Hamish Imlach | A song, a glass and a laugh

Ewan McVicar
The Guardian
Hamish Imlach
A song, a glass and a laugh
portrait
Friend and mentor... Hamish Imlach led the way for Mike Harding, Jasper Carrot and above all Billy Connolly

HAMISH IMLACH, who has died aged 55, was a movable feast. Wherever he was became quickly the center of a party, marked by uproarious laughter, the consumption of copious draughts of any available beverage, and the cooking and demolition of exotic foods.

Of Scottish parentage, he was born in India and lived in Australia before coming to Scotland at 13. On the flight stopover in Raffles Hotel, Singapore, he had become thirsty, so consumed 11 bottles of the strongest beer then known to science, under the impression that he was drinking shandy. It made him feel sleepy, but gave him a taste for a brew.

In Glasgow, Hamish attended school with Archie and Ray Fisher, and became part of the 1960s revolution in traditional music called the Folk Revival - as exciting and subversive in its day as punk was later. The Fishers became major interpreters of traditional Scottish song. While Hamish had a fine way with an old Scots ballad, a sea shanty or a love song, his eclectic tastes led him to become Scotland's first blues guitar stylist, teaching and influencing John Martyn, Bert Jansch and the members of The Incredible String Band.

Political commitment made Hamish one of the key singers for Holy Loch anti-Polaris demonstrators and for many good causes thereafter. His biting recordings of Scottish and Irish political songs helped put him on the right-wing political blacklist or the Economic League.

But he will be best remembered for his comic style. For hilarious songs of over-indulgence in alcohol, tobacco, sex and other bodily functions he employed a voice quality like piano wire scrubbed with Grade A sandpaper, although for other song genres his voice and guitar would sound sweet, sad and quite haunting.

Hamish pioneered the genre of folk comedian, throwing anecdotes and cracks into the middle of songs, and linking them into stream-of-consciousness narratives. Much of his material was autobiographical, and many of his base lines were lifted and used by other performers. One was "I think I have an allergic reaction to leather. I find that every time I wake in the morning with my shoes on I have a headache."

He paved the way for Mike Harding, Jasper Carrot and above all Billy Connolly, whom Hamish took under his performing wing. Many established singers shy away from exciting younger talent as a threat, but Hamish saw it as a way of improving the quality of the evening's gig and therefore creating more pleasure for all.

He became the biggest star of the Revival in Scotland, able to reach beyond the folk song community and fill cinemas and dancehalls. He appeared on more than 30 albums on the Transatlantic label alone. A developing singing career in England and Ireland led to enduring friendships with Christy Moore and the Dubliners. At one point he was invited to become a Dubliner.

Hamish was an outsize personality with gargantuan appetites

As the British folk scene dwindled Hamish began to work more in Denmark and Germany. He was a fixture at the Tender Folk Festival in Denmark for many years, where as well as performing and compering he would cook curries for 300 folkies.

Germany became his main performance base, and in recent years he recorded and released some eight albums there, two of them joint productions with his occasional touring partner, the respected Glasgow singer Ian Mackintosh. Hamish's best known song became the most requested number on British Army of the Rhine Radio. It is an epic tale of a post palais de dance kneetrembler in the Gorbals dark, which results in pregnancy tonics for the girl while the boy enlists.

The song, Cod Liver Oil And The Orange Juice, also provided the title for Hamish's autobiography, published in 1992 and subtitled Reminiscences Of A Fat Folk Singer. He had threatened for many years to write it, but there was always a tale to tell, a recipe to try or a friend to chat to first.

Finally I sat him down with a tape recorder, let the stories flow, then transcribed them minus my frequent cackles of laughter. When I told him that under the law of libel he and not the publisher paid out, he removed half the names from the manuscript, though he swore all was true.

Weighing in at over 20 stone, of solid goodwill to all, Hamish was an outsize personality with gargantuan appetites who was mightily loved by most who met him, although some couldn't quite believe he was real. While friends and medical advisers despaired of his shape and lifestyle, he was tolerant of our concern but always unashamed. He knew he would never make old bones and lived for the day, the day that he enlivened with wit and good living.

Ewan McVicar

Hamish Imlach, folk singer and comic, born February 10, 1940; died January 1, 1996

sitenotes:
This obituary was published in The Guardian of Thursday 4 January 1996.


Your objective: In the entries that follow, how many lines include the string "south"? The answer is the number only.

Provided records:
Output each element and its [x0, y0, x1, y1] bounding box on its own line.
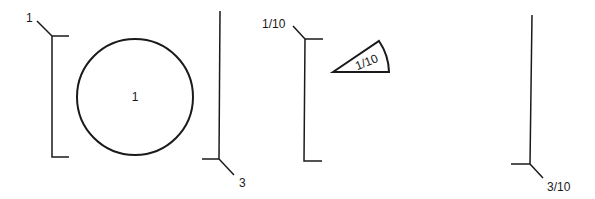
multiplier-label: 3	[239, 176, 246, 190]
right-bracket	[202, 11, 234, 175]
circle-label: 1	[132, 90, 139, 104]
right-bracket	[511, 15, 543, 178]
whole-circle-group: 1 1 3	[26, 11, 246, 190]
multiplier-label: 3/10	[547, 180, 571, 194]
fraction-diagram: 1 1 3 1/10 1/10 3/10	[0, 0, 595, 199]
left-bracket	[293, 26, 323, 161]
wedge-label: 1/10	[353, 51, 380, 73]
left-bracket	[37, 21, 69, 157]
bracket-label: 1/10	[262, 17, 286, 31]
tenth-wedge-group: 1/10 1/10 3/10	[262, 15, 571, 194]
bracket-label: 1	[26, 11, 33, 25]
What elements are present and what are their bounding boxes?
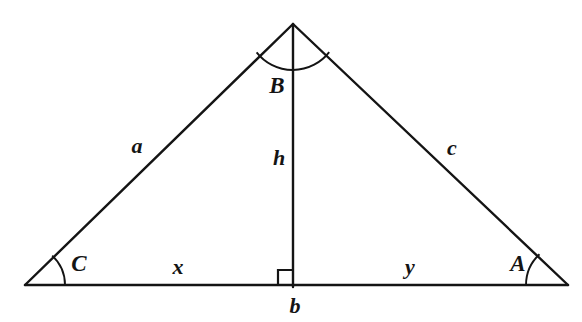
- label-side-c: c: [447, 137, 457, 159]
- label-segment-y: y: [405, 256, 415, 278]
- label-vertex-c: C: [71, 252, 86, 275]
- label-side-a: a: [132, 135, 143, 157]
- label-vertex-a: A: [510, 252, 525, 275]
- triangle-diagram-canvas: [0, 0, 582, 322]
- right-angle-marker-icon: [278, 270, 293, 285]
- label-side-b: b: [290, 295, 301, 317]
- label-altitude-h: h: [273, 147, 285, 169]
- label-segment-x: x: [173, 256, 184, 278]
- angle-arc-A: [526, 254, 540, 285]
- angle-arc-C: [52, 256, 65, 285]
- label-vertex-b: B: [269, 74, 284, 97]
- triangle-side-a: [25, 24, 293, 285]
- triangle-side-c: [293, 24, 568, 285]
- geometry-figure: a c b h x y A B C: [0, 0, 582, 322]
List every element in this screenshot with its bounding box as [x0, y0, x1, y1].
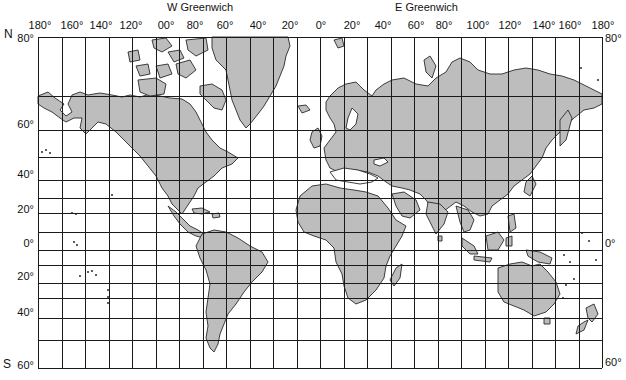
new-zealand-north [586, 304, 598, 322]
arabian-peninsula [392, 192, 420, 218]
arctic-island-7 [186, 38, 208, 56]
africa [296, 184, 406, 304]
japan [524, 176, 536, 196]
arctic-island-1 [152, 38, 172, 52]
novaya-zemlya [424, 56, 436, 78]
new-guinea [526, 250, 552, 264]
world-map [0, 0, 626, 380]
arctic-island-3 [128, 50, 140, 62]
victoria-island [138, 78, 166, 96]
new-zealand-south [576, 320, 588, 334]
svalbard [334, 38, 344, 48]
arctic-island-4 [136, 64, 150, 76]
north-america [38, 92, 238, 214]
arctic-island-2 [168, 50, 184, 62]
south-america [196, 230, 268, 352]
borneo [486, 232, 504, 250]
australia [498, 262, 560, 316]
sumatra [462, 238, 478, 254]
java [474, 256, 492, 262]
philippines [508, 214, 516, 232]
iceland [298, 105, 310, 113]
arctic-island-5 [156, 64, 172, 78]
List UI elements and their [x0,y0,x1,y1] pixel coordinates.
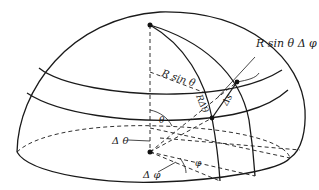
label-r-sin-theta-dphi: R sin θ Δ φ [255,37,317,50]
label-phi: φ [195,158,202,168]
d-theta-leader [128,140,150,141]
hemisphere-outline [17,12,305,158]
meridian-1 [150,25,220,181]
latitude-upper [39,68,282,94]
hemisphere-diagram: R sin θ Δ φ R sin θ RΔθ Δs θ Δ θ φ Δ φ [0,0,319,190]
leader-line [218,57,255,97]
horizontal-dash-1 [150,128,290,158]
d-phi-leader [158,162,176,172]
label-theta: θ [159,115,165,125]
base-radius-2 [150,152,255,176]
horizontal-dash-2 [160,138,300,150]
pole-point [148,23,153,28]
label-r-sin-theta: R sin θ [159,67,196,88]
element-corner-upper [235,80,240,85]
element-corner-lower [210,116,215,121]
label-d-theta: Δ θ [111,135,128,146]
center-point [148,150,153,155]
label-d-phi: Δ φ [142,169,160,180]
label-r-dtheta: RΔθ [194,92,211,115]
element-arc [237,73,259,82]
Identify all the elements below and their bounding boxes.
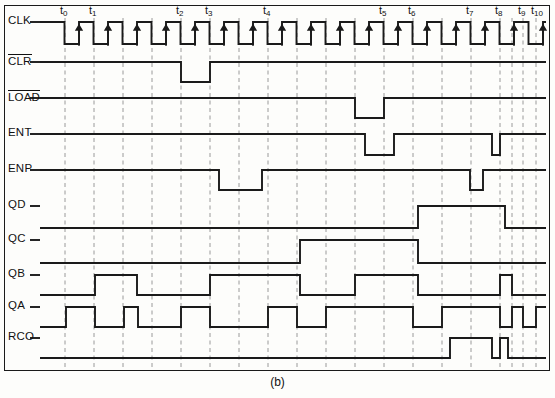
time-marker-index: 10 <box>534 9 543 18</box>
time-marker-t4: t4 <box>263 4 271 16</box>
time-marker-index: 3 <box>208 9 212 18</box>
clock-edge-arrow-group <box>76 25 546 46</box>
clock-rising-edge-arrow <box>76 25 82 46</box>
waveform-QC <box>40 240 546 263</box>
time-marker-t10: t10 <box>531 4 543 16</box>
time-marker-t7: t7 <box>466 4 474 16</box>
clock-rising-edge-arrow <box>540 25 546 46</box>
clock-rising-edge-arrow <box>163 25 169 46</box>
waveform-RCO <box>40 338 546 358</box>
signal-label-rco: RCO <box>8 330 34 342</box>
clock-rising-edge-arrow <box>221 25 227 46</box>
waveform-LOAD <box>40 98 546 118</box>
clock-rising-edge-arrow <box>308 25 314 46</box>
waveform-QB <box>40 275 546 295</box>
signal-label-qb: QB <box>8 267 25 279</box>
signal-label-enp: ENP <box>8 162 32 174</box>
signal-label-text: QA <box>8 299 25 311</box>
signal-label-text: QC <box>8 232 26 244</box>
waveform-canvas <box>0 0 555 398</box>
time-marker-index: 0 <box>63 9 67 18</box>
timing-diagram-figure: CLKCLRLOADENTENPQDQCQBQARCO t0t1t2t3t4t5… <box>0 0 555 398</box>
time-marker-index: 8 <box>498 9 502 18</box>
figure-caption: (b) <box>0 375 555 389</box>
signal-label-text: CLR <box>8 54 32 68</box>
waveform-QA <box>40 307 546 327</box>
time-marker-t1: t1 <box>89 4 97 16</box>
clock-rising-edge-arrow <box>366 25 372 46</box>
signal-label-text: LOAD <box>8 90 40 104</box>
clock-rising-edge-arrow <box>453 25 459 46</box>
time-marker-index: 9 <box>521 9 525 18</box>
clock-rising-edge-arrow <box>424 25 430 46</box>
clock-rising-edge-arrow <box>279 25 285 46</box>
time-marker-t0: t0 <box>60 4 68 16</box>
time-marker-t5: t5 <box>379 4 387 16</box>
waveform-QD <box>40 206 546 228</box>
time-marker-index: 1 <box>92 9 96 18</box>
time-marker-t8: t8 <box>495 4 503 16</box>
signal-label-text: RCO <box>8 330 34 342</box>
time-marker-index: 5 <box>382 9 386 18</box>
clock-rising-edge-arrow <box>337 25 343 46</box>
time-marker-index: 4 <box>266 9 270 18</box>
signal-label-qa: QA <box>8 299 25 311</box>
time-marker-index: 7 <box>469 9 473 18</box>
waveform-CLR <box>40 62 546 82</box>
clock-rising-edge-arrow <box>482 25 488 46</box>
waveform-ENP <box>40 170 546 190</box>
clock-rising-edge-arrow <box>395 25 401 46</box>
signal-label-load: LOAD <box>8 90 40 104</box>
signal-label-text: ENT <box>8 126 32 138</box>
signal-label-qc: QC <box>8 232 26 244</box>
signal-label-clr: CLR <box>8 54 32 68</box>
time-marker-t6: t6 <box>408 4 416 16</box>
signal-label-text: QB <box>8 267 25 279</box>
waveform-CLK <box>40 22 546 44</box>
clock-rising-edge-arrow <box>192 25 198 46</box>
time-marker-t2: t2 <box>176 4 184 16</box>
clock-rising-edge-arrow <box>134 25 140 46</box>
clock-rising-edge-arrow <box>105 25 111 46</box>
signal-label-qd: QD <box>8 198 26 210</box>
time-marker-index: 2 <box>179 9 183 18</box>
signal-label-clk: CLK <box>8 14 31 26</box>
signal-label-ent: ENT <box>8 126 32 138</box>
time-marker-index: 6 <box>411 9 415 18</box>
time-marker-t3: t3 <box>205 4 213 16</box>
signal-label-text: CLK <box>8 14 31 26</box>
clock-rising-edge-arrow <box>250 25 256 46</box>
signal-label-text: QD <box>8 198 26 210</box>
gridline-group <box>65 18 536 368</box>
waveform-group <box>30 22 546 358</box>
time-marker-t9: t9 <box>518 4 526 16</box>
waveform-ENT <box>40 134 546 155</box>
signal-label-text: ENP <box>8 162 32 174</box>
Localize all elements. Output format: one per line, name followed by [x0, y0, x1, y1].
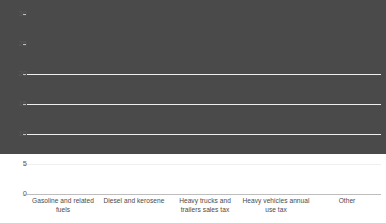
- y-tick-mark-30: [23, 14, 26, 15]
- y-tick-mark-5: [23, 164, 26, 165]
- x-axis-line: [27, 194, 381, 195]
- gridline-5: [27, 164, 381, 165]
- gridline-15: [27, 104, 381, 105]
- bar-chart: 30 25 20 15 10 5 0 Gasoline and related …: [0, 0, 386, 154]
- y-axis: 30 25 20 15 10 5 0: [0, 0, 27, 223]
- bar-series: [27, 14, 381, 71]
- y-tick-mark-15: [23, 104, 26, 105]
- y-tick-mark-25: [23, 44, 26, 45]
- bar-other: [319, 69, 375, 71]
- gridline-10: [27, 134, 381, 135]
- bar-heavy-vehicles-annual-use-tax: [248, 66, 304, 71]
- x-tick-label-gasoline-and-related-fuels: Gasoline and related fuels: [27, 197, 99, 214]
- x-axis: Gasoline and related fuels Diesel and ke…: [27, 197, 381, 223]
- y-tick-mark-20: [23, 74, 26, 75]
- x-tick-label-heavy-vehicles-annual-use-tax: Heavy vehicles annual use tax: [240, 197, 312, 214]
- gridline-20: [27, 74, 381, 75]
- plot-area: [27, 14, 381, 194]
- bar-diesel-and-kerosene: [106, 66, 162, 71]
- bar-gasoline-and-related-fuels: [35, 47, 91, 71]
- x-tick-label-other: Other: [311, 197, 383, 206]
- y-tick-mark-0: [23, 194, 26, 195]
- x-tick-label-heavy-trucks-and-trailers-sales-tax: Heavy trucks and trailers sales tax: [169, 197, 241, 214]
- x-tick-label-diesel-and-kerosene: Diesel and kerosene: [98, 197, 170, 206]
- bar-heavy-trucks-and-trailers-sales-tax: [177, 69, 233, 71]
- y-tick-mark-10: [23, 134, 26, 135]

Your response: 2